Active founders make good investors, but do they make good VCs?

Operator experience has become critical in venture capital over the last few years. Pure-play financial VCs are falling out of favor with startups compared to investors who bring building experience alongside their cash.

But not all operating backgrounds are equally helpful. If a VC has experience in a different field, it may not translate well — if at all — to a startup, and advice around certain business decisions could quickly become outdated. There is a growing group of VC funds led by folks who think they might be better suited to back companies because they are currently startup founders themselves.

These firms and founders may be onto something. Recent data from AngelList, pulled for Flex Capital, shows that the founder-led funds raised through its platform outperformed the other funds raised on AngelList.

In fact, across all percentiles of fund performance, VC funds led by active founders outperformed those without that structure when comparing multiples on invested capital, according to the data. Funds in the 90th percentile saw performance metrics that nearly doubled the numbers from firms without a founder at the helm.

Now, let’s be clear, this data definitely doesn’t give a full picture. For example, we don’t know how founder-led funds compare to operator-led firms. This dataset is just based on funds raised on AngelList, which is obviously limiting, and it’s unclear what the structure of these firms look like; some may be led by a founder but have full investment teams.

But it does pose the question: Do active founders make better investors than, essentially, anyone else?

For Jeff Lu, a general partner at Flex Capital, the value of this model is clear.

His firm has three founding partners, two of which are currently working as operators, and Lu, who serves as a full-time investor. “I had to pitch Flex a thousand times over the last three years, and not once have I ever had to explain to a founder why this is better,” Lu told TechCrunch+.

AngelList itself might have a hand in helping active founders become investors: The platform makes starting a fund cheaper and easier to get off the ground. Ankur Nagpal, the founder of Ocho and a solo GP at Vibe Capital, said that the ease of raising on AngelList in many ways makes it easier than angel investing.

“If you are already investing your own capital, why not have leverage on that?” Lu asked. “Why not invest $100,000 that will benefit your $100,000 [that’s] already in?”

There are potential benefits for active founders who become investors, too: Current founders may be able to offer better advice than former operators. Nagpal said that when he originally launched Vibe Capital, his experience running his prior startup felt stale despite it only being a few years old. Running his new startup Ocho alongside his investing makes him feel like he can offer more relevant advice, he said.

“It was no more than two years that I already started feeling like, ‘Do I know shit anymore?'” Nagpal said. “I was already feeling things were getting dated two years in.”

And it goes beyond just giving advice. Being an active founder gives VCs an inside view into where to invest, which may be one of the leading catalysts to the performance numbers being higher for these funds raised on AngelList.

“As a founder, having been in the trenches, you have a good bullshit detector, and you are good at identifying talent,” Nagpal said. “You are seeing trends unfold as they happen. You can invest in companies that solve your own problems. You see these things faster and move quicker.”

But this model isn’t perfect for either the founder or the VC. Nagpal said he tries to be transparent with companies he’s investing in, telling them that he’s a founder first, VC second, and will spend as much time as he can working with portfolio companies. But at the end of the day, his own startup comes first.

This shouldn’t deter anyone from working with an active founder turned investor. Not every VC firm is going to be able to offer the same time and resources as, say, an Andreesen Horowitz or an Accel, regardless of whether the investor is an active founder, Lu said. Even investors who aren’t active founders still have other things going on, like hobbies and family obligations.

“The reality is, we all have some other thing going on in our lives that we are passionate about,” Lu said. “Dual threat CEOs, their hobby is to invest. At the same time, the experience makes them better CEOs and investors.”

It’s important to note that women founders are largely left out of this trend. While having these side gigs is largely seen as a positive by VCs for male founders, multiple women founders have told TechCrunch+ that they aren’t given the same luxury. In fact, they are advised against it.

Lu said he hopes this changes because more women adopting this model would mean more women investors and likely more money heading to women-run companies.

While the number of these funds has grown in recent years, it’s hard to track how big of an impact they actually have on the overall ecosystem. Based on market conditions, it’s also unclear whether this trend will continue at all. VCs love to say that a down market is the best time to invest, but those same market conditions mean founders may not have the extra time to launch a fund.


* _Problem details_: In the listing that follows, how many lines contain the string "will"? Provide only the number.

* _Record set_:
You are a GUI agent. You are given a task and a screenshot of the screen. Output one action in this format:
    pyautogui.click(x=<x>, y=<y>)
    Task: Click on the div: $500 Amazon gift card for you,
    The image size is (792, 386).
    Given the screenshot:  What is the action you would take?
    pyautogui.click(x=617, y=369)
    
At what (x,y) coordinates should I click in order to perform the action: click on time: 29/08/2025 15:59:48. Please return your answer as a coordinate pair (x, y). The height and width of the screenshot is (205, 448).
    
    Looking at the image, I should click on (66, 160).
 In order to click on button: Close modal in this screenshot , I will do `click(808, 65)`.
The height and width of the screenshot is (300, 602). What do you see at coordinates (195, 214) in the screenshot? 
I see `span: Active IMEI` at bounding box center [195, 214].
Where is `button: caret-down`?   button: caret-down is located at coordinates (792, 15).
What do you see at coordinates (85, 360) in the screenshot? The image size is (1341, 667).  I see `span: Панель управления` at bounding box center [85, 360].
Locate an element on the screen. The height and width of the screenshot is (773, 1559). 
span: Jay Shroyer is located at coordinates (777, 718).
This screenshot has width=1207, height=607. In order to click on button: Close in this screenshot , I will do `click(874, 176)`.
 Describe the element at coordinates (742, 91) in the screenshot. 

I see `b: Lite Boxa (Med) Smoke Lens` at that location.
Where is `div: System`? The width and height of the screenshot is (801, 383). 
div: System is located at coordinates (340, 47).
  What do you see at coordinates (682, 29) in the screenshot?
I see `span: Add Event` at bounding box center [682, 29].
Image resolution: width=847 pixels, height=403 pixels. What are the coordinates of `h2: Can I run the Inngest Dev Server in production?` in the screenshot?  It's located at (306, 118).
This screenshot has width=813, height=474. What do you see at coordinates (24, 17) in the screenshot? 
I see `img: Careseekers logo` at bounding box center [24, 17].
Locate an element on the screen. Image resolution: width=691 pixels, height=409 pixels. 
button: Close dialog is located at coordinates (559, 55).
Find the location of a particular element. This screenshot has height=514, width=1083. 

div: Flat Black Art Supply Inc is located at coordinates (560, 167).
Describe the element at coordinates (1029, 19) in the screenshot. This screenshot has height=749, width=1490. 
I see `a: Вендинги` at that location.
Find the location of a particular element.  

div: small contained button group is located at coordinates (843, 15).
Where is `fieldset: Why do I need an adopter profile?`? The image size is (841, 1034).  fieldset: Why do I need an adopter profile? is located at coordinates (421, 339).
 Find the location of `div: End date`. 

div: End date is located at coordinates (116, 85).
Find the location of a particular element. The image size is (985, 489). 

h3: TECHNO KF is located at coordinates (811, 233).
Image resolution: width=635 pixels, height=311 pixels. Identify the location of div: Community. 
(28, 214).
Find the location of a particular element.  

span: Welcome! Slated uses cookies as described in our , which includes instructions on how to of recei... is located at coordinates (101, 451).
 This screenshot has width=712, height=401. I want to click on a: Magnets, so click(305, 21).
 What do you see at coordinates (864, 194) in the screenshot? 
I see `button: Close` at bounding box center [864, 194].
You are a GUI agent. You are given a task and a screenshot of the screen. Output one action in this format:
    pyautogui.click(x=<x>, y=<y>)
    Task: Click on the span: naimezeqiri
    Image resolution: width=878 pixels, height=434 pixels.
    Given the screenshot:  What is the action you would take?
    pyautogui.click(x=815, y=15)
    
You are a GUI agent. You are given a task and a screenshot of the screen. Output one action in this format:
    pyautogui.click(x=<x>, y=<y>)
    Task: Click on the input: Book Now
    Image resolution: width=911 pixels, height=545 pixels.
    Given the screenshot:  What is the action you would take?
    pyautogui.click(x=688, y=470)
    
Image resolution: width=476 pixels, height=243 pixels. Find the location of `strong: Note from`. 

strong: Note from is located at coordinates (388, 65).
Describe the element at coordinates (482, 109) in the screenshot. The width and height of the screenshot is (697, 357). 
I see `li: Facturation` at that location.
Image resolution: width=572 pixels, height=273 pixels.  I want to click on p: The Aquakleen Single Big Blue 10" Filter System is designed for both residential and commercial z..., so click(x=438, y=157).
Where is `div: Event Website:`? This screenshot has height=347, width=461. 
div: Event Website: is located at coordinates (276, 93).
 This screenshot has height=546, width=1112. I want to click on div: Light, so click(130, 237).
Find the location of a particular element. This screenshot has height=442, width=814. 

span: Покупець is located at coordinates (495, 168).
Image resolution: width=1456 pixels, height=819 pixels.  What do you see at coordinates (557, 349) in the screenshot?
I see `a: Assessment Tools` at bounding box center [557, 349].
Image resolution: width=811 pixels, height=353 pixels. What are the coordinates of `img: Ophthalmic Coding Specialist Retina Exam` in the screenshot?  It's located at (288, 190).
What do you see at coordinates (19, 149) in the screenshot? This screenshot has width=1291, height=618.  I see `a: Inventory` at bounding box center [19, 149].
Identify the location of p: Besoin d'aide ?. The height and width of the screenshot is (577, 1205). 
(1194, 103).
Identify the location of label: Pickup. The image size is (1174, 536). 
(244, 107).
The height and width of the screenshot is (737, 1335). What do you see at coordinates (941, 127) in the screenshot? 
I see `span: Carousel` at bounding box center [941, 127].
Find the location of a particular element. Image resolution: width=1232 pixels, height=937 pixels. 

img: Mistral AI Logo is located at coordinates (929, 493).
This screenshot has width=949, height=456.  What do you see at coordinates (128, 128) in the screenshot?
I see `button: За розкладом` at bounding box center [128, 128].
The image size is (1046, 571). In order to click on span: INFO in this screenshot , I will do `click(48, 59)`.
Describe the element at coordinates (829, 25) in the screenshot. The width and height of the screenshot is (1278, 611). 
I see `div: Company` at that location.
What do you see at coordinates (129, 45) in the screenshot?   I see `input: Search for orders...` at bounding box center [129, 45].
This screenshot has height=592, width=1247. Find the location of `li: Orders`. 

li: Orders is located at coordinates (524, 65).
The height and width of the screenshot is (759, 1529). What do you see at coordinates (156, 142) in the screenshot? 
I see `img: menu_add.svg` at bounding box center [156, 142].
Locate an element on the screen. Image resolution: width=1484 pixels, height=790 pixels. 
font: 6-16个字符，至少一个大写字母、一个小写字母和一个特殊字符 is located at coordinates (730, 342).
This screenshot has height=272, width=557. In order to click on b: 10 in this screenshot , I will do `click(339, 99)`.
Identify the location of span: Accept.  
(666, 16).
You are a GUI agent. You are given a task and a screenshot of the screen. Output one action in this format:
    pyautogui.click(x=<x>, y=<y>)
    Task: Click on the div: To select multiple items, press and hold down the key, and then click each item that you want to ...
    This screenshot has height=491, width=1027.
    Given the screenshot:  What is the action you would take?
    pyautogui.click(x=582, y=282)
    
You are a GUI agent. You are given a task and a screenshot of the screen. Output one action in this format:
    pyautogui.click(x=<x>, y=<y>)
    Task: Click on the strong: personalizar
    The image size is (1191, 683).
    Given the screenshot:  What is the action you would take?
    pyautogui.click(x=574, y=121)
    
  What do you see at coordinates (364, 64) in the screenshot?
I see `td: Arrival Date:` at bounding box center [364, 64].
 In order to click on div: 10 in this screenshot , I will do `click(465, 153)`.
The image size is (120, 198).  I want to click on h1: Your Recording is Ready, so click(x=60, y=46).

* _Exercise response_: 5